As you’re incredibly experienced and still confused yourself on these results - seems like something fishy is going on.
So, I’m not saying you didn’t do those 7 tests - but maybe contact Samsung to see what they had to say? Maybe there was an issue with your specific batch? Maybe it’s worth checking the SSD in a different test bench?
 
Does that mean you need to reach QD8 to get 14GB/s? Because no other synthetic test comes close.
Correct, but this is the case for all SSDs, all vendors report speeds at higher queue depth

So, I’m not saying you didn’t do those 7 tests - but maybe contact Samsung to see what they had to say? Maybe there was an issue with your specific batch? Maybe it’s worth checking the SSD in a different test bench?
Let me erase it, and reinstall the testing OS image and do some compression runs. Maybe it helps freeing up some extra space
 
Correct, but this is the case for all SSDs, all vendors report speeds at higher queue depth
Oh, I know that. Just trying to understand. I thought queues would share the bandwidth, I didn't realize one queue cannot saturate the bus.
 
"World's fastest SSD" of the drives TPU has tested. Both the Crucial T705 and Micron 4600 are arguably better performance wise and don't suffer as severe performance drop when the write cache runs out.

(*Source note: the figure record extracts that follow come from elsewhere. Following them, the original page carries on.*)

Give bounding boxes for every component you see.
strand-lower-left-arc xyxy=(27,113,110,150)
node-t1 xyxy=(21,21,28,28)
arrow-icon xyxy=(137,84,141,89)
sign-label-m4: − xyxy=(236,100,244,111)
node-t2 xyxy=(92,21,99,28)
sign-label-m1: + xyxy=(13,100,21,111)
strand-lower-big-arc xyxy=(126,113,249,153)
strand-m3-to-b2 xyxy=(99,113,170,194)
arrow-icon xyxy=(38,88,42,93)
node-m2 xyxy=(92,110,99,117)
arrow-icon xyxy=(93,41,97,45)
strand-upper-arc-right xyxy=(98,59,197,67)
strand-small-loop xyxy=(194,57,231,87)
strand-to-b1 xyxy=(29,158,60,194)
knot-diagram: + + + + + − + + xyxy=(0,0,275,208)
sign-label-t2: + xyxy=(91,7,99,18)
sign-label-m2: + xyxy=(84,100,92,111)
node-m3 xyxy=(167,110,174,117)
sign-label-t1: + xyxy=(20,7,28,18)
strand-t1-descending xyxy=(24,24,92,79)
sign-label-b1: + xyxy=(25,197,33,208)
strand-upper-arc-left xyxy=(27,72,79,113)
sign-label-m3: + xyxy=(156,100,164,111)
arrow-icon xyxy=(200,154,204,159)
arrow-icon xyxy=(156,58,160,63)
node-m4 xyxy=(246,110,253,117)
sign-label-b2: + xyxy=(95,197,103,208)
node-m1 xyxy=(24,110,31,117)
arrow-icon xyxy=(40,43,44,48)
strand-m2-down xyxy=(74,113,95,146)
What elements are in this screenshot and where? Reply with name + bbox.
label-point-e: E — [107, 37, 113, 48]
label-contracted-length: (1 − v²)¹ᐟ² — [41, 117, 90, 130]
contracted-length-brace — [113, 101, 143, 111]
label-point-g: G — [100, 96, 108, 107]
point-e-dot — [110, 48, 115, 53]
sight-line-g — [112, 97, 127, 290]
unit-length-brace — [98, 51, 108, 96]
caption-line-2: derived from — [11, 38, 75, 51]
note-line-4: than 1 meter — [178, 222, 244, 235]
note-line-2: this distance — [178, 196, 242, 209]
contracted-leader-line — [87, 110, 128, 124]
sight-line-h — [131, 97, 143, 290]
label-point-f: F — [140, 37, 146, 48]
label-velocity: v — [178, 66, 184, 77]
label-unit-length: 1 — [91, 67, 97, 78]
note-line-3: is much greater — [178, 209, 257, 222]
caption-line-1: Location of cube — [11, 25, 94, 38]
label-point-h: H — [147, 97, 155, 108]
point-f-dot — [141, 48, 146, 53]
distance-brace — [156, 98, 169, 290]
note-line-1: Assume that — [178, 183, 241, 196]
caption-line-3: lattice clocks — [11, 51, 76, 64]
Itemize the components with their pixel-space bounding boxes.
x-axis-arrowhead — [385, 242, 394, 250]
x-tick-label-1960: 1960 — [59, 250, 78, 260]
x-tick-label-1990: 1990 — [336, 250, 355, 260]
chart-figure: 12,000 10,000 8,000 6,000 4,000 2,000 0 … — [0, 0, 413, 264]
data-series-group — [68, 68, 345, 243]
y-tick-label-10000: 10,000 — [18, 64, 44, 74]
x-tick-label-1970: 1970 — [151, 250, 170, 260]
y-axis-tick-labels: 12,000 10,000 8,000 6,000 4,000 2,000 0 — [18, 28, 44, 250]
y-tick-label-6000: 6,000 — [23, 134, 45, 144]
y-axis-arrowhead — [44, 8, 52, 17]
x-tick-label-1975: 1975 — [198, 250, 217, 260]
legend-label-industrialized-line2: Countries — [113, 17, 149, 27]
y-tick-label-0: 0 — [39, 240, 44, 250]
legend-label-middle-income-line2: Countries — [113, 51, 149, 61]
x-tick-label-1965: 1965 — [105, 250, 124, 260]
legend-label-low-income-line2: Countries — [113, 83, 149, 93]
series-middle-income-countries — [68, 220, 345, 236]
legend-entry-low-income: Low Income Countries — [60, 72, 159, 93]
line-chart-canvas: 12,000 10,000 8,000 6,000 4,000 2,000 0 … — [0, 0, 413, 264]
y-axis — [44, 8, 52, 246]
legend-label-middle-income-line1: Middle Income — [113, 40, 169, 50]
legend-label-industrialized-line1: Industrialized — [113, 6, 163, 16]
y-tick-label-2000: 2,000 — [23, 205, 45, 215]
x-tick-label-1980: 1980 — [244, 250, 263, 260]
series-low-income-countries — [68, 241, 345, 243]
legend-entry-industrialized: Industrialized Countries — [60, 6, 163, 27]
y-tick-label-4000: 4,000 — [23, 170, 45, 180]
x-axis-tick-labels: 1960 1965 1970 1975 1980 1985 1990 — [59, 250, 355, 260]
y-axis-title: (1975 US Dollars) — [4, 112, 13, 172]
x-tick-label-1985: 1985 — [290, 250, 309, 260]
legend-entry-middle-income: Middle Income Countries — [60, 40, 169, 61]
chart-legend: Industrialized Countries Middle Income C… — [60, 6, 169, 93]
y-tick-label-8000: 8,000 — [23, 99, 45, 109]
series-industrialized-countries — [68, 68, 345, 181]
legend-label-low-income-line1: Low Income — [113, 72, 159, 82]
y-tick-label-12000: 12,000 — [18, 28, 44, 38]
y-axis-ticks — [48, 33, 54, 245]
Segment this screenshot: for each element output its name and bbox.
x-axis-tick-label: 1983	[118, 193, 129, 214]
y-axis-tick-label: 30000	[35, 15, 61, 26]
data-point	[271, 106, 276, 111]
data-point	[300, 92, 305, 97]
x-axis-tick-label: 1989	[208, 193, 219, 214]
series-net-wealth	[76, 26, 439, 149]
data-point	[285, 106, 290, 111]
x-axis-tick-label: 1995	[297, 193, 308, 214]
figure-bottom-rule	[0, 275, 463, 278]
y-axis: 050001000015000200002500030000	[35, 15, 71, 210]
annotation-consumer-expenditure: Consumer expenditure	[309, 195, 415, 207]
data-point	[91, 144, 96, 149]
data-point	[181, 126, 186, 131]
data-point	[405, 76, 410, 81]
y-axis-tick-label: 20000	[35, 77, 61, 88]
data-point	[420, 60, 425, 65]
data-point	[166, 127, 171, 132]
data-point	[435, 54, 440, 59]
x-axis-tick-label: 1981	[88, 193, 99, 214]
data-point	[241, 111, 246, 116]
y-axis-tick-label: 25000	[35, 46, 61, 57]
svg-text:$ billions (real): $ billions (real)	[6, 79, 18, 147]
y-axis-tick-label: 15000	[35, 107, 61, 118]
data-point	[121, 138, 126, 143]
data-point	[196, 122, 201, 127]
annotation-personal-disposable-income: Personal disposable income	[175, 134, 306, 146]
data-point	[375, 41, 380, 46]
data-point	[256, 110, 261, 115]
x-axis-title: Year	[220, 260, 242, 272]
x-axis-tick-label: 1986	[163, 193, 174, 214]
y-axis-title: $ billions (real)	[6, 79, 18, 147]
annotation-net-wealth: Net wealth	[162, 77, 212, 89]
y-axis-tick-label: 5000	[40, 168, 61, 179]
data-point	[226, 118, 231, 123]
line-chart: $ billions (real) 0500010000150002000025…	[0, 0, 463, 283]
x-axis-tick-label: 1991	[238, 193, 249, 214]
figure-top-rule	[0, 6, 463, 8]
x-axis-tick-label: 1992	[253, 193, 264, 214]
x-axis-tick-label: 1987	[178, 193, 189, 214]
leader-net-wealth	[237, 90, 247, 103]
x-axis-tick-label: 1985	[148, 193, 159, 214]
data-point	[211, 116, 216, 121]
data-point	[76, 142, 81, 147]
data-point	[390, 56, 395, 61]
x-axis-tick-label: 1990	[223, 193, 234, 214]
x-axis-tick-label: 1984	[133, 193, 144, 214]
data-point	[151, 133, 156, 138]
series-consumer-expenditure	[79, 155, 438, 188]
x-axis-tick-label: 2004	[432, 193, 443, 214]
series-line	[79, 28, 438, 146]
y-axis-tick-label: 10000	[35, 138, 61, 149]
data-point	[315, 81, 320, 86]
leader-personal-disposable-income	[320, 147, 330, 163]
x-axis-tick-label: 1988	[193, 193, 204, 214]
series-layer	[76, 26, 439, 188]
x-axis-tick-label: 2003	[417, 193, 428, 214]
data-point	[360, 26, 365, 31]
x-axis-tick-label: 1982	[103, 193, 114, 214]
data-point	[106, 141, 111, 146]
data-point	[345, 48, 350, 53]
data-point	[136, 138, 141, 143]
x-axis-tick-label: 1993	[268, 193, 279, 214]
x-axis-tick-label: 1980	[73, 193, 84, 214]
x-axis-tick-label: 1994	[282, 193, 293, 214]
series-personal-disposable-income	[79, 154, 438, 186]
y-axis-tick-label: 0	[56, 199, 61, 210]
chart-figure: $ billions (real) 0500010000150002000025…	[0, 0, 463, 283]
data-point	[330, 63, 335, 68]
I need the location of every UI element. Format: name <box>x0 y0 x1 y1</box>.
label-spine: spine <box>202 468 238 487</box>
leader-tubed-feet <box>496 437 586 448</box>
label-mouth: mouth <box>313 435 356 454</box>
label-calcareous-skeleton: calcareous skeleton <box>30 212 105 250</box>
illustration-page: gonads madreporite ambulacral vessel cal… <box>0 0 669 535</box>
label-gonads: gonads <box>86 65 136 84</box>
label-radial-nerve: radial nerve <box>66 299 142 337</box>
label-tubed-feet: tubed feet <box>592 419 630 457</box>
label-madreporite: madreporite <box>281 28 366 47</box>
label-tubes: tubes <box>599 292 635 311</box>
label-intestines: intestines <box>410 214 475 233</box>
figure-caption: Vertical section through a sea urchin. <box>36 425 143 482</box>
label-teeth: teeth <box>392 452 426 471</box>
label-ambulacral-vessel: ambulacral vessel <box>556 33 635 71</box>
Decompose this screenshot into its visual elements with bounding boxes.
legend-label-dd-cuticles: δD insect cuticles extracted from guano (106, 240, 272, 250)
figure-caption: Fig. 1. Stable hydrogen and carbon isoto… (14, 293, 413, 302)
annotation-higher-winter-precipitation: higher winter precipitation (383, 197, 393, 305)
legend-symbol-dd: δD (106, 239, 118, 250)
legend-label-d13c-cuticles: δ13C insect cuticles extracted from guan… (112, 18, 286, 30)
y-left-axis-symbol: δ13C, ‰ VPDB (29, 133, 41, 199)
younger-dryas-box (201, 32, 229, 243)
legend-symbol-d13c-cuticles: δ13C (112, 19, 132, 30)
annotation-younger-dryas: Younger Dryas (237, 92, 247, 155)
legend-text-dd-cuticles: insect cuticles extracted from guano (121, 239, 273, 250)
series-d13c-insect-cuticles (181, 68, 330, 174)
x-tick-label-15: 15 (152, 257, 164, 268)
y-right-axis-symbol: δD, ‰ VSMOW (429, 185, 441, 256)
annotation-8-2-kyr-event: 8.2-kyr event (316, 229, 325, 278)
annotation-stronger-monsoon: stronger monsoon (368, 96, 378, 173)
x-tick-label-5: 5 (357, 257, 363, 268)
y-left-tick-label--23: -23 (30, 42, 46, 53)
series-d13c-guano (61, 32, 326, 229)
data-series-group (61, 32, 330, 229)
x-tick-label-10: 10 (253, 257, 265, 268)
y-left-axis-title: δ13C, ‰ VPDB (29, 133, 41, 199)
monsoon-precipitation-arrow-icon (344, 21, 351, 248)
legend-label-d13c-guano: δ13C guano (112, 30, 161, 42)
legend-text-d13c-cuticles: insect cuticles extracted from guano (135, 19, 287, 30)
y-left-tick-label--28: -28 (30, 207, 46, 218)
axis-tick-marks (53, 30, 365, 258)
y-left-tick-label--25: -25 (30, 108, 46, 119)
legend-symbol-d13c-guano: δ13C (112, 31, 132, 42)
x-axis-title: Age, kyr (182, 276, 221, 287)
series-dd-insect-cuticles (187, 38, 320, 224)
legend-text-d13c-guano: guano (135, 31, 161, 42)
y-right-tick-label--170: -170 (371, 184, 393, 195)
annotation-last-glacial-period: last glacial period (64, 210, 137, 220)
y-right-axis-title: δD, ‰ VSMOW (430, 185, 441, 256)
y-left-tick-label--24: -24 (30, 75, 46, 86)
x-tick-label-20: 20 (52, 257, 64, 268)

The Crucial T705 of which is significantly cheaper.
 
‘Always sucked’ is quite immature not scientific at all, and we’re dealing with data here. It needs to have a reason and meaning.
It could be a bad test. For example, how is it that the rest of the 900 series faired better in this specific test with less cache and lost in most other tests?
Immature?

Samsung SSD controllers have always been far behind other popular vendors in decompression benchmarks, going back at least a decade. If you want reason and meaning, go and interview some Samsung engineers. Feel free to speculate, but it won't be anything more than speculation which is equally unscientific and presumably unacceptable to you?

I'm just saying what I see across 15+ years of benchmarks from here and places like Anandtech, TechReport, Tom's - and if you don't like casual language then perhaps you ought to stay away from internet forums.
 
Sata became too bad, you can get good ssd with ddr cache, but it costs like pci-e 4.0 nvme.
True, my point was mostly that if you have your old SATA drives still in use, they're fine.